Melbourne City's final game of the regular season – away to Perth Glory on Easter Sunday evening – cannot completely define their 2016-17 campaign.
But it will go a long way to deciding whether the expensively assembled team gets a pass mark or something more for their efforts in an up-and-down season in which they have flattered too often to deceive.
Michael Valkanis' side goes into the last match of round 27 knowing that a win – by almost any score – would allow it to finish in third place on the ladder.
It occupies that spot on goal difference, just ahead of Brisbane Roar, who at the same time play host to a Wellington Phoenix team with little to play for.
Would third spot be considered a success for a team that has invested so heavily, specifically on the multi-million-dollar acquisition of Socceroo veteran Tim Cahill as a marquee man?
Third place would not only give City a home final – and set them up for a potential semi-final blockbuster with Melbourne Victory – but it would almost certainly give them a spot in the qualifying rounds of the Asian Champions League. That is assuming, of course, that they could get through their first home final when they might have to face Sunday's opponents a week later but on their own turf.
There is no doubt that the club's owners, City Football Group, are very keen to see its Australian affiliate extend the brand's name and image in Asia.
It has a stake in a Japanese club, Yokohama F Marinos, while the parent company, CFG, also has close relations with Asian investors. In late 2015 it announced that a Chinese consortium, CFC, had invested some $US400 million into the group, valuing the whole enterprise at around $US3 billion.
That partnership was designed to help the CFG leverage the huge expansion and business opportunities that lie in China – and by extension the rest of Asia – so there is little doubt that qualifying, if only for the preliminary round of Asian Champions League play-offs, would be regarded as a major success. Even better, of course, to make the grand final and guarantee qualification for the group stage.
Does winning the FFA Cup make this a successful season? How badly affected were they by the departure of coach John van 't Schip?
Given that City will get a home final – unless they were to lose by four goals or more in Perth – I think that achievement, along with the Cup success, must represent a pass mark, but no more, for a club with such lofty ambitions and the resources that make them the envy of the rest of the league.
That Cup final triumph, when City became one of only two teams all season to be able to beat Sydney FC, made City the first of the "new" clubs (those not in at the start of the A-League) to actually win anything.
The fact that Gold Coast United and North Queensland Fury, two other expansion teams introduced around the same time as the then Melbourne Heart, are no longer in the league shows how hard it is to survive, never mind prosper.
Of course it is easy to point to City's deep pockets, enviable resources and the way it can leverage off its parent company's scouting network, and say it should be doing better.
And the simple answer is that yes, it should.
There is no excuse for a club with these advantages to be needing to win a cut-throat away game in the final match of the season to guarantee third spot on the regular-season ladder.
There is no excuse for it to be trailing league leaders Sydney by 24 points.
The Cup win and home final has got them over the line for a pass mark; a Champions League berth would make this season a qualified success.
A proper judgment cannot be made until the finals are finished, and if Cahill writes his own scripts, as he so often appears to, then there may yet be a twist in the tail of City's season.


#### YOUR INSTRUCTIONS
What you return should match every entry, character for character.

#### SOURCE RECORDS
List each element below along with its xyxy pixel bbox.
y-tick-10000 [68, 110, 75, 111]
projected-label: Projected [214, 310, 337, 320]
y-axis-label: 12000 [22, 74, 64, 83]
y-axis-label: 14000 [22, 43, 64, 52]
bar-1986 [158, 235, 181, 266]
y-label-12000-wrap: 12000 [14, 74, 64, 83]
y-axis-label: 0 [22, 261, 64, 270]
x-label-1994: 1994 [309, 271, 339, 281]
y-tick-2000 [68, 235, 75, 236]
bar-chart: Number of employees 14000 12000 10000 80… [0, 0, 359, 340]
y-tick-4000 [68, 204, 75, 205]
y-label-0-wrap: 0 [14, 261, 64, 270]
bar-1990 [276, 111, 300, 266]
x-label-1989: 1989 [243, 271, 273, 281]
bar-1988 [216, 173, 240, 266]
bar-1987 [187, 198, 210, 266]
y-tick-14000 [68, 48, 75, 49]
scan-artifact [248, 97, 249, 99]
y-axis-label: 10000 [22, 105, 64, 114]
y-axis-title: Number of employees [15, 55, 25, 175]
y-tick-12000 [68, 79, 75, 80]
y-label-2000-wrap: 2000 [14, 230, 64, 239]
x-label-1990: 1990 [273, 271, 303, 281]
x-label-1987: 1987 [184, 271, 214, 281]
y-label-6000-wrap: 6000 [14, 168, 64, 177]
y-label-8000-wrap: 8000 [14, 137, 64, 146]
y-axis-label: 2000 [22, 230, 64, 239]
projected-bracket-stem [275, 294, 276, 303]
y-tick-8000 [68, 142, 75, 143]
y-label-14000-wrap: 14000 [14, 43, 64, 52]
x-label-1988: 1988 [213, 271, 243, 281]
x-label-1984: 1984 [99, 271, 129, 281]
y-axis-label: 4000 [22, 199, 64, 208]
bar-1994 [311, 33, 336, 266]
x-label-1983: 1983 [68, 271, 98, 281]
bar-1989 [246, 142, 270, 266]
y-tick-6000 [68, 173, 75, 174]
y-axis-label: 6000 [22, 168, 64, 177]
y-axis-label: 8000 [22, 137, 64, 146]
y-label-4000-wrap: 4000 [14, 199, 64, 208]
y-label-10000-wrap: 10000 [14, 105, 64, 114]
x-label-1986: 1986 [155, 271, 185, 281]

#### RESPONSE FOR THIS EXERCISE
List each element below along with its xyxy pixel bbox.
y-tick-10000 [68, 110, 75, 111]
projected-label: Projected [214, 310, 337, 320]
y-axis-label: 12000 [22, 74, 64, 83]
y-axis-label: 14000 [22, 43, 64, 52]
bar-1986 [158, 235, 181, 266]
y-label-12000-wrap: 12000 [14, 74, 64, 83]
y-axis-label: 0 [22, 261, 64, 270]
x-label-1994: 1994 [309, 271, 339, 281]
y-tick-2000 [68, 235, 75, 236]
bar-chart: Number of employees 14000 12000 10000 80… [0, 0, 359, 340]
y-tick-4000 [68, 204, 75, 205]
y-label-0-wrap: 0 [14, 261, 64, 270]
bar-1990 [276, 111, 300, 266]
x-label-1989: 1989 [243, 271, 273, 281]
bar-1988 [216, 173, 240, 266]
bar-1987 [187, 198, 210, 266]
y-tick-14000 [68, 48, 75, 49]
scan-artifact [248, 97, 249, 99]
y-axis-label: 10000 [22, 105, 64, 114]
y-axis-title: Number of employees [15, 55, 25, 175]
y-tick-12000 [68, 79, 75, 80]
y-label-2000-wrap: 2000 [14, 230, 64, 239]
x-label-1990: 1990 [273, 271, 303, 281]
x-label-1987: 1987 [184, 271, 214, 281]
y-label-6000-wrap: 6000 [14, 168, 64, 177]
y-label-8000-wrap: 8000 [14, 137, 64, 146]
y-axis-label: 2000 [22, 230, 64, 239]
projected-bracket-stem [275, 294, 276, 303]
y-tick-8000 [68, 142, 75, 143]
y-label-14000-wrap: 14000 [14, 43, 64, 52]
x-label-1988: 1988 [213, 271, 243, 281]
x-label-1984: 1984 [99, 271, 129, 281]
y-axis-label: 4000 [22, 199, 64, 208]
bar-1994 [311, 33, 336, 266]
x-label-1983: 1983 [68, 271, 98, 281]
bar-1989 [246, 142, 270, 266]
y-tick-6000 [68, 173, 75, 174]
y-axis-label: 6000 [22, 168, 64, 177]
y-axis-label: 8000 [22, 137, 64, 146]
y-label-4000-wrap: 4000 [14, 199, 64, 208]
y-label-10000-wrap: 10000 [14, 105, 64, 114]
x-label-1986: 1986 [155, 271, 185, 281]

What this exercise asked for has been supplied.